Blog

Your Education Road Map

Politics K-12®

ESSA. Congress. State chiefs. School spending. Elections. Education Week reporters keep watch on education policy and politics in the nation’s capital and in the states. Read more from this blog.

Federal

House GOP Lawmakers Want More Information on NCLB Waivers

By Alyson Klein — April 22, 2013 1 min read
  • Save to favorites
  • Print

So far, 34 states and the District of Columbia have been approved for flexibility from provisions of the No Child Left Behind Act, with only a smattering of formal oversight from Congress (mostly in the form of this bipartisan hearing in the Senate education committee and this letter from House Democrats). Now Republicans on the House Education and the Workforce Committee—who haven’t yet held a waiver hearing—have some questions about waiver implementation, many of which pinpoint the political and policy challenges inherent in the waivers.

And they’ve sent U.S. Secretary of Education Arne Duncan, plus state chiefs who were approved for the flexibility, letters asking a list of questions, including:
•The number of meetings and communications that were necessary before each waiver request was approved.

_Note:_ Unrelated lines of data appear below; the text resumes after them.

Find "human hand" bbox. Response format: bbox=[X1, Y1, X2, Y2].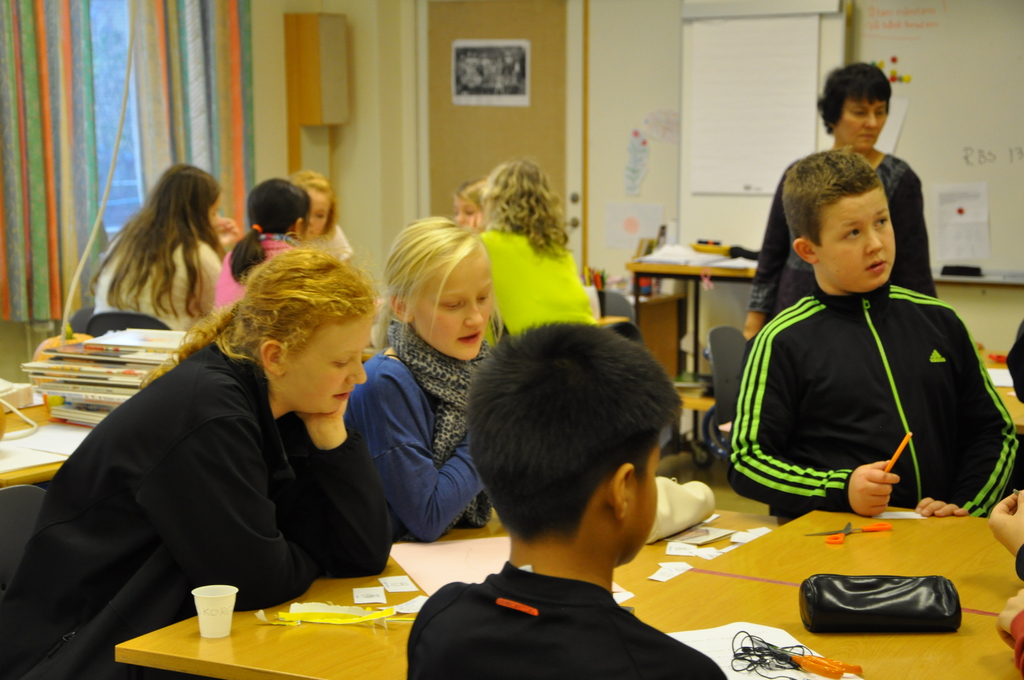
bbox=[842, 455, 901, 517].
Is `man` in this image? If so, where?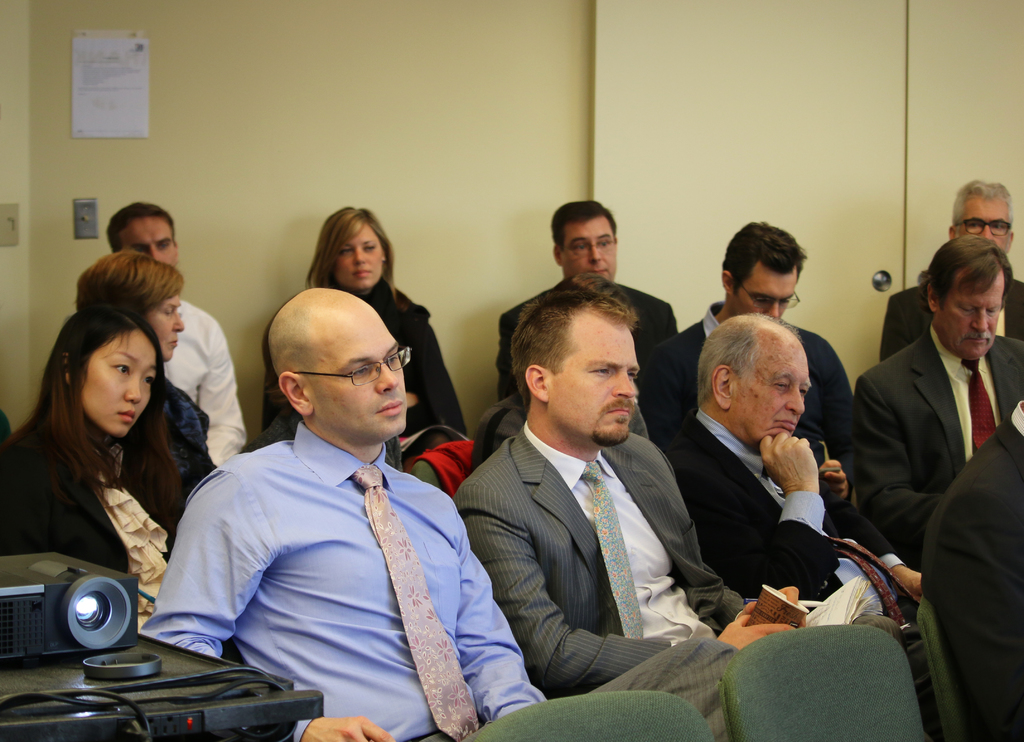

•Why certain waiver request were denied

•The biggest challenges in waiver implementation (I’m betting teacher evaluation may come up here.)

•How a state could lose its waiver and how it would revert back to the current system.

Congress could put an end to the temporary waiver system by reauthorizing the Elementary and Secondary Education Act. But most insiders believe that’s not likely anytime soon, thanks in part to partisan (and intra-party) gridlock.